The hopeful find nourishment in marvels. Eventually John Ashley, the condemned man, makes his way to Chile to work in the copper mines. The root of avarice is the fear of what circumstances might bring. Ashley had tried to live in a manner opposite that of his father who was a miser.
After the crisis and while the boarding house was being started, John Ashley's son Roger, age seventeen, moved to Chicago. In the beginning he was a dishwasher. Quickly he moved through jobs as a hotel clerk and an orderly. Roger met some journalists and resolved to become a newspaper man.
He was starved for food of the spirit. Once he was given a ticket to FIDELIO. After being in Chicago eighteen months he became a reporter. Roger met his sister, the musician of the family, in Chicago. His sister Lily's friend, the Maestro, told Roger that works of art are the only satisfactory productions of civilization.

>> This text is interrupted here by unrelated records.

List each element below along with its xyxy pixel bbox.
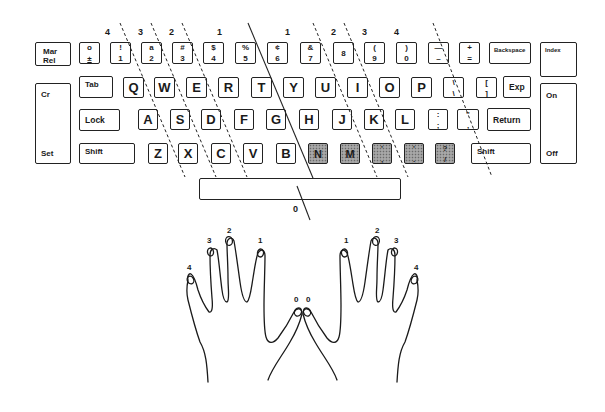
key-num-3-bottom: 3: [180, 53, 184, 64]
key-num-8-bottom: 8: [341, 48, 345, 59]
key-v[interactable]: V: [243, 143, 263, 164]
key-shift-right-label: Shift: [477, 147, 495, 156]
key-m[interactable]: M: [340, 143, 360, 164]
key-c[interactable]: C: [211, 143, 231, 164]
key-tab[interactable]: Tab: [79, 76, 113, 98]
left-finger-4-label: 4: [187, 263, 191, 272]
key-u[interactable]: U: [315, 77, 336, 98]
key-num-9[interactable]: (9: [364, 42, 385, 64]
key-k[interactable]: K: [364, 109, 384, 130]
key-q[interactable]: Q: [123, 77, 144, 98]
key-r[interactable]: R: [218, 77, 239, 98]
key-f-label: F: [235, 110, 253, 129]
key-num-10[interactable]: )0: [396, 42, 417, 64]
key-bracket[interactable]: []: [476, 77, 497, 98]
key-h[interactable]: H: [299, 109, 319, 130]
key-o-label: O: [380, 78, 399, 97]
key-num-7-top: &: [308, 42, 314, 53]
key-p[interactable]: P: [411, 77, 432, 98]
key-backslash[interactable]: \\: [443, 77, 464, 98]
key-shift-left[interactable]: Shift: [79, 143, 135, 164]
key-b[interactable]: B: [276, 143, 296, 164]
key-num-11-top: —: [435, 42, 443, 53]
key-p-label: P: [412, 78, 431, 97]
key-num-8[interactable]: 8: [333, 42, 354, 64]
key-r-label: R: [219, 78, 238, 97]
key-a[interactable]: A: [138, 109, 158, 130]
key-a-label: A: [139, 110, 157, 129]
key-t[interactable]: T: [251, 77, 272, 98]
key-spacebar[interactable]: [199, 178, 401, 200]
key-num-12-bottom: =: [467, 53, 472, 64]
key-backslash-top: \: [452, 77, 454, 88]
key-y[interactable]: Y: [283, 77, 304, 98]
key-off-label: Off: [546, 149, 558, 158]
key-num-2[interactable]: a2: [141, 42, 162, 64]
left-finger-3-label: 3: [207, 236, 211, 245]
key-quote-top: ": [466, 109, 470, 120]
key-s[interactable]: S: [170, 109, 190, 130]
key-slash-top: ?: [443, 143, 448, 154]
key-comma[interactable]: ',: [372, 143, 392, 164]
key-backspace[interactable]: Backspace: [489, 42, 531, 64]
key-num-3[interactable]: #3: [172, 42, 193, 64]
key-w[interactable]: W: [154, 77, 175, 98]
key-cr-set[interactable]: Cr Set: [35, 83, 71, 164]
key-period-top: ': [413, 143, 415, 154]
key-j[interactable]: J: [332, 109, 352, 130]
key-num-3-top: #: [180, 42, 184, 53]
key-slash-bottom: /: [444, 154, 446, 165]
key-num-12[interactable]: +=: [459, 42, 480, 64]
key-num-5-top: %: [242, 42, 249, 53]
key-x[interactable]: X: [178, 143, 198, 164]
key-exp-label: Exp: [509, 82, 525, 92]
right-finger-1-label: 1: [344, 236, 348, 245]
key-g[interactable]: G: [266, 109, 286, 130]
key-num-6[interactable]: ¢6: [267, 42, 288, 64]
key-e[interactable]: E: [186, 77, 207, 98]
key-b-label: B: [277, 144, 295, 163]
key-num-11[interactable]: —–: [428, 42, 449, 64]
key-num-7[interactable]: &7: [300, 42, 321, 64]
key-bracket-top: [: [485, 77, 488, 88]
right-hand-outline: [303, 238, 418, 382]
left-nail-1: [257, 249, 264, 258]
key-num-4-top: $: [211, 42, 215, 53]
key-slash[interactable]: ?/: [435, 143, 455, 164]
key-x-label: X: [179, 144, 197, 163]
right-thumb-label: 0: [306, 295, 310, 304]
key-index-label: Index: [545, 47, 561, 53]
left-hand-outline: [187, 238, 302, 382]
key-comma-bottom: ,: [381, 154, 383, 165]
key-num-2-bottom: 2: [149, 53, 153, 64]
key-mar-rel[interactable]: Mar Rel: [35, 42, 71, 66]
key-i[interactable]: I: [347, 77, 368, 98]
key-o[interactable]: O: [379, 77, 400, 98]
key-period[interactable]: '.: [404, 143, 424, 164]
key-return[interactable]: Return: [487, 108, 531, 131]
key-num-1[interactable]: !1: [110, 42, 131, 64]
key-shift-right[interactable]: Shift: [471, 143, 531, 164]
key-f[interactable]: F: [234, 109, 254, 130]
key-num-5[interactable]: %5: [235, 42, 256, 64]
key-exp[interactable]: Exp: [503, 76, 531, 98]
key-j-label: J: [333, 110, 351, 129]
key-on-off[interactable]: On Off: [540, 83, 577, 164]
key-index[interactable]: Index: [540, 42, 577, 77]
key-quote[interactable]: ",: [457, 109, 479, 130]
key-i-label: I: [348, 78, 367, 97]
key-l[interactable]: L: [395, 109, 415, 130]
key-lock[interactable]: Lock: [79, 109, 120, 131]
key-semicolon[interactable]: :;: [428, 109, 448, 130]
key-num-1-bottom: 1: [118, 53, 122, 64]
key-num-4[interactable]: $4: [203, 42, 224, 64]
key-num-0[interactable]: o±: [79, 42, 100, 64]
key-d[interactable]: D: [201, 109, 221, 130]
key-z[interactable]: Z: [148, 143, 168, 164]
left-thumb-label: 0: [294, 295, 298, 304]
key-k-label: K: [365, 110, 383, 129]
key-semicolon-top: :: [437, 109, 440, 120]
key-set-label: Set: [41, 149, 53, 158]
key-n[interactable]: N: [308, 143, 328, 164]
zone-label-right-2: 2: [331, 27, 336, 37]
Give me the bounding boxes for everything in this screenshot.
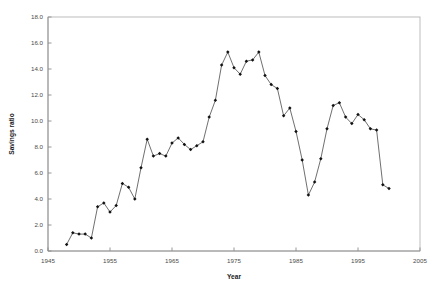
data-point-marker — [214, 98, 218, 102]
data-point-marker — [375, 128, 379, 132]
data-point-marker — [245, 59, 249, 63]
y-tick-label: 0.0 — [34, 247, 43, 254]
data-point-marker — [164, 154, 168, 158]
data-point-marker — [220, 63, 224, 67]
y-axis-ticks — [48, 17, 52, 251]
plot-border — [48, 17, 420, 251]
y-tick-label: 2.0 — [34, 221, 43, 228]
y-tick-label: 10.0 — [31, 117, 44, 124]
x-tick-label: 1975 — [227, 257, 241, 264]
x-tick-label: 1995 — [351, 257, 365, 264]
data-point-markers — [65, 50, 391, 246]
data-point-marker — [338, 101, 342, 105]
x-axis-title: Year — [227, 273, 241, 280]
data-point-marker — [145, 137, 149, 141]
x-tick-label: 2005 — [413, 257, 427, 264]
data-point-marker — [307, 193, 311, 197]
chart-canvas: 1945195519651975198519952005 0.02.04.06.… — [0, 0, 441, 289]
data-point-marker — [133, 197, 137, 201]
x-tick-label: 1945 — [41, 257, 55, 264]
data-point-marker — [71, 231, 75, 235]
data-point-marker — [207, 115, 211, 119]
x-tick-label: 1985 — [289, 257, 303, 264]
y-tick-label: 8.0 — [34, 143, 43, 150]
data-point-marker — [139, 166, 143, 170]
x-tick-label: 1965 — [165, 257, 179, 264]
data-point-marker — [294, 130, 298, 134]
y-tick-label: 6.0 — [34, 169, 43, 176]
x-axis-ticks — [48, 248, 420, 252]
data-point-marker — [331, 104, 335, 108]
data-series-line — [67, 52, 389, 244]
data-point-marker — [152, 154, 156, 158]
y-tick-label: 14.0 — [31, 65, 44, 72]
y-tick-label: 16.0 — [31, 39, 44, 46]
data-point-marker — [313, 180, 317, 184]
data-point-marker — [319, 157, 323, 161]
y-tick-label: 12.0 — [31, 91, 44, 98]
data-point-marker — [77, 232, 81, 236]
series-polyline — [67, 52, 389, 244]
plot-frame — [48, 17, 420, 251]
y-tick-label: 4.0 — [34, 195, 43, 202]
data-point-marker — [325, 127, 329, 131]
savings-ratio-chart: 1945195519651975198519952005 0.02.04.06.… — [0, 0, 441, 289]
data-point-marker — [226, 50, 230, 54]
data-point-marker — [300, 158, 304, 162]
x-tick-label: 1955 — [103, 257, 117, 264]
y-axis-title: Savings ratio — [8, 113, 16, 154]
data-point-marker — [65, 243, 69, 247]
data-point-marker — [158, 152, 162, 156]
y-tick-label: 18.0 — [31, 13, 44, 20]
y-axis-tick-labels: 0.02.04.06.08.010.012.014.016.018.0 — [31, 13, 44, 254]
x-axis-tick-labels: 1945195519651975198519952005 — [41, 257, 427, 264]
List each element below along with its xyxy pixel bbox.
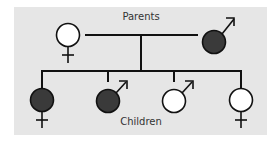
- children-label: Children: [120, 116, 162, 127]
- father-symbol: [203, 18, 235, 54]
- child-1-symbol: [31, 89, 54, 129]
- female-symbol-icon: [31, 89, 54, 112]
- female-symbol-icon: [230, 89, 253, 112]
- parents-label: Parents: [122, 11, 159, 22]
- child-4-symbol: [230, 89, 253, 129]
- mother-symbol: [57, 24, 80, 64]
- child-2-symbol: [97, 81, 128, 113]
- child-3-symbol: [163, 81, 194, 113]
- female-symbol-icon: [57, 24, 80, 47]
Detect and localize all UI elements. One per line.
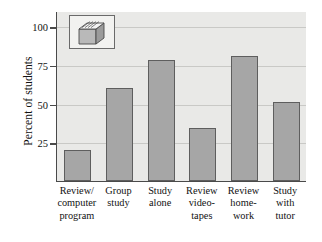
gridline (57, 143, 306, 144)
y-axis-tick-label: 25 (14, 138, 48, 149)
stack-of-books-icon-box (69, 15, 115, 49)
y-axis-tick (50, 66, 57, 67)
bar (231, 56, 258, 181)
stack-of-books-icon (72, 17, 112, 47)
x-axis-label: Groupstudy (98, 185, 140, 210)
bar (64, 150, 91, 181)
y-axis-tick (50, 105, 57, 106)
y-axis-tick (50, 27, 57, 28)
bar-chart-figure: Percent of students 255075100 Review/com… (0, 0, 322, 242)
gridline (57, 66, 306, 67)
bar (148, 60, 175, 181)
y-axis-tick (50, 143, 57, 144)
gridline (57, 105, 306, 106)
bar (273, 102, 300, 181)
x-axis-label: Reviewhome-work (223, 185, 265, 222)
y-axis-tick-label: 75 (14, 61, 48, 72)
bar (106, 88, 133, 181)
y-axis-tick-label: 50 (14, 99, 48, 110)
x-axis-labels: Review/computerprogramGroupstudyStudyalo… (56, 185, 306, 241)
x-axis-label: Studyalone (139, 185, 181, 210)
plot-area: 255075100 (56, 12, 306, 182)
y-axis-tick-label: 100 (14, 22, 48, 33)
x-axis-label: Review/computerprogram (56, 185, 98, 222)
x-axis-label: Studywithtutor (264, 185, 306, 222)
x-axis-label: Reviewvideo-tapes (181, 185, 223, 222)
bar (189, 128, 216, 181)
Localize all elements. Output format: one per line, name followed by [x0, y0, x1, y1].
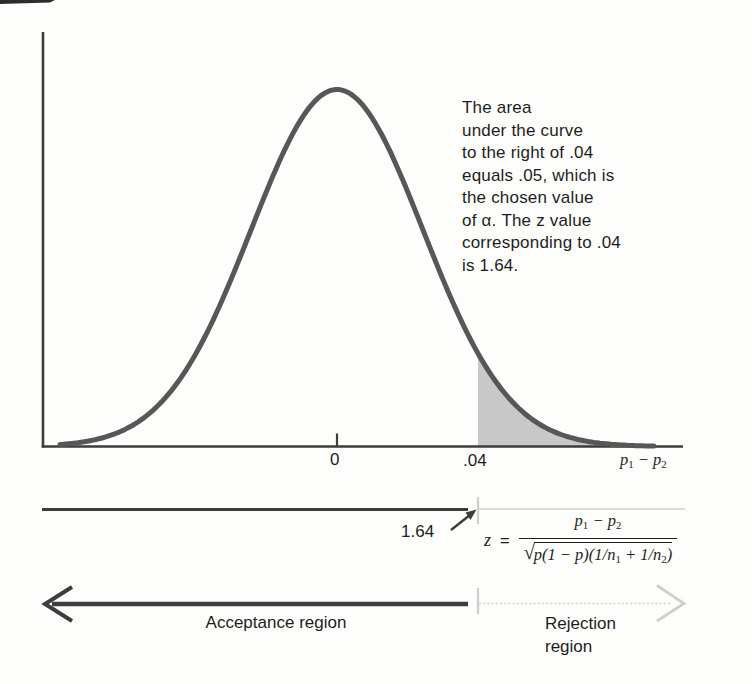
minus-sign: − — [638, 450, 649, 469]
radicand-part: + 1/n — [621, 545, 661, 564]
x-tick-label-zero: 0 — [330, 450, 339, 470]
z-critical-value-label: 1.64 — [401, 522, 434, 542]
z-formula: z = p1 − p2 √p(1 − p)(1/n1 + 1/n2) — [484, 511, 677, 571]
formula-fraction: p1 − p2 √p(1 − p)(1/n1 + 1/n2) — [519, 511, 678, 571]
x-tick-label-critical: .04 — [463, 451, 487, 471]
p2-subscript: 2 — [661, 458, 666, 470]
radicand-part: ) — [667, 545, 673, 564]
formula-numerator: p1 − p2 — [571, 511, 626, 538]
p1-subscript: 1 — [628, 458, 633, 470]
z-symbol: z — [484, 530, 491, 551]
annotation-line: under the curve — [462, 120, 677, 143]
rejection-label-line2: region — [545, 636, 616, 659]
x-axis-variable-label: p1 − p2 — [620, 450, 667, 470]
p1-symbol: p — [620, 450, 628, 469]
p1-subscript: 1 — [583, 519, 588, 531]
equals-sign: = — [500, 531, 510, 550]
annotation-paragraph: The area under the curve to the right of… — [462, 97, 677, 277]
p1-symbol: p — [575, 511, 583, 530]
z-pointer-arrow-shaft — [451, 515, 470, 530]
p2-subscript: 2 — [616, 519, 621, 531]
acceptance-region-label: Acceptance region — [178, 613, 374, 633]
annotation-line: the chosen value — [462, 187, 677, 210]
annotation-line: The area — [462, 97, 677, 120]
radicand-part: p(1 − p)(1/n — [534, 545, 616, 564]
annotation-line: corresponding to .04 — [462, 232, 677, 255]
scan-artifact — [0, 0, 55, 4]
formula-denominator: √p(1 − p)(1/n1 + 1/n2) — [519, 538, 678, 570]
annotation-line: of α. The z value — [462, 210, 677, 233]
rejection-label-line1: Rejection — [545, 613, 616, 636]
textbook-figure-page: The area under the curve to the right of… — [0, 0, 752, 684]
minus-sign: − — [592, 511, 603, 530]
annotation-line: equals .05, which is — [462, 165, 677, 188]
rejection-region-label: Rejection region — [545, 613, 616, 658]
radicand: p(1 − p)(1/n1 + 1/n2) — [534, 542, 673, 570]
annotation-line: is 1.64. — [462, 255, 677, 278]
annotation-line: to the right of .04 — [462, 142, 677, 165]
p2-symbol: p — [608, 511, 616, 530]
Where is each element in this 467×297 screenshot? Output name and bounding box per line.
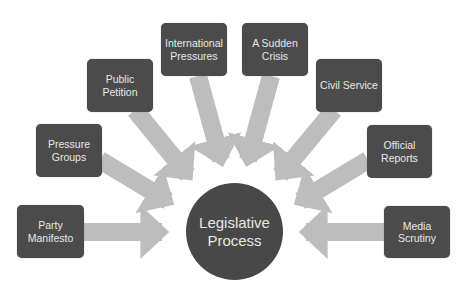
source-box-official-reports: OfficialReports [367,125,432,178]
arrow-public-petition [135,110,188,175]
source-label-line1: A Sudden [252,37,298,49]
source-label-line1: Pressure [48,138,90,150]
center-node-legislative-process: LegislativeProcess [186,183,283,280]
center-label-line1: Legislative [199,214,270,231]
source-box-civil-service: Civil Service [316,59,382,112]
source-label-line1: Civil Service [320,79,378,91]
source-label-line1: Media [403,220,432,232]
source-label-line2: Groups [52,151,86,163]
source-label-line2: Reports [381,152,418,164]
source-label-line2: Manifesto [28,232,74,244]
source-label-line2: Petition [102,86,137,98]
source-label-line2: Scrutiny [398,232,436,244]
arrow-civil-service [280,110,334,175]
arrow-official-reports [300,160,368,201]
arrow-a-sudden-crisis [248,76,271,160]
source-label-line2: Crisis [262,50,288,62]
arrow-pressure-groups [100,160,168,201]
source-label-line1: Party [38,219,63,231]
source-label-line1: Official [384,139,416,151]
center-label-line2: Process [207,232,261,249]
source-box-international-pressures: InternationalPressures [161,23,227,76]
source-label-line1: Public [106,73,135,85]
source-box-a-sudden-crisis: A SuddenCrisis [242,23,308,76]
source-box-party-manifesto: PartyManifesto [17,205,84,258]
source-box-pressure-groups: PressureGroups [36,124,102,177]
source-box-media-scrutiny: MediaScrutiny [384,206,450,258]
source-label-line1: International [165,37,223,49]
source-box-public-petition: PublicPetition [87,59,153,112]
arrow-international-pressures [198,76,221,160]
source-label-line2: Pressures [170,50,217,62]
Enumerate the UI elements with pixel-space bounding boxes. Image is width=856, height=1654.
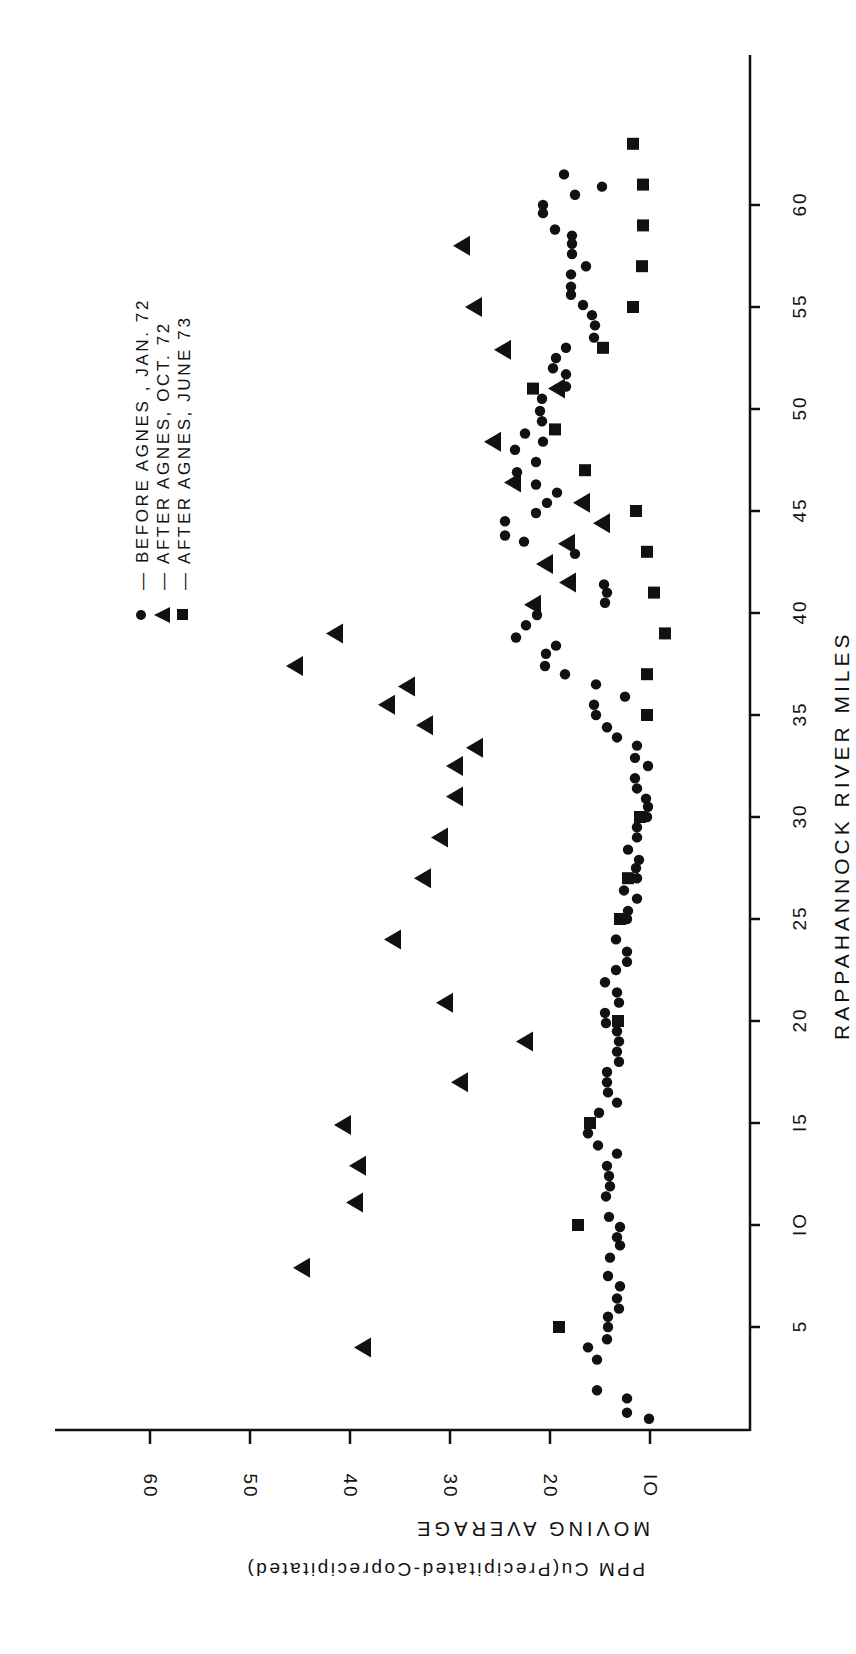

Roger and his sister hit upon a plan to use their real extravagant middle names and last names in their newspaper work and singing respectively to enable their father to contact them. John Ashley had gone to engineering school in Hoboken. He met his wife Beata Kellerman there. Beata had been formed by her parents' best principles, but her parents did not recognize them. All young people secrete idealism.
In the end the child who started the boarding house and saved the family broke down and ended up in the poor house. Everyone else was successful and the mystery of the murder of the general manager was solved.
Thornton Wilder employs many myths drawn from history of the settlement of the west, including the settlement by unusual religious communities. This work resembles the novels of Willa Cather. It is excellent.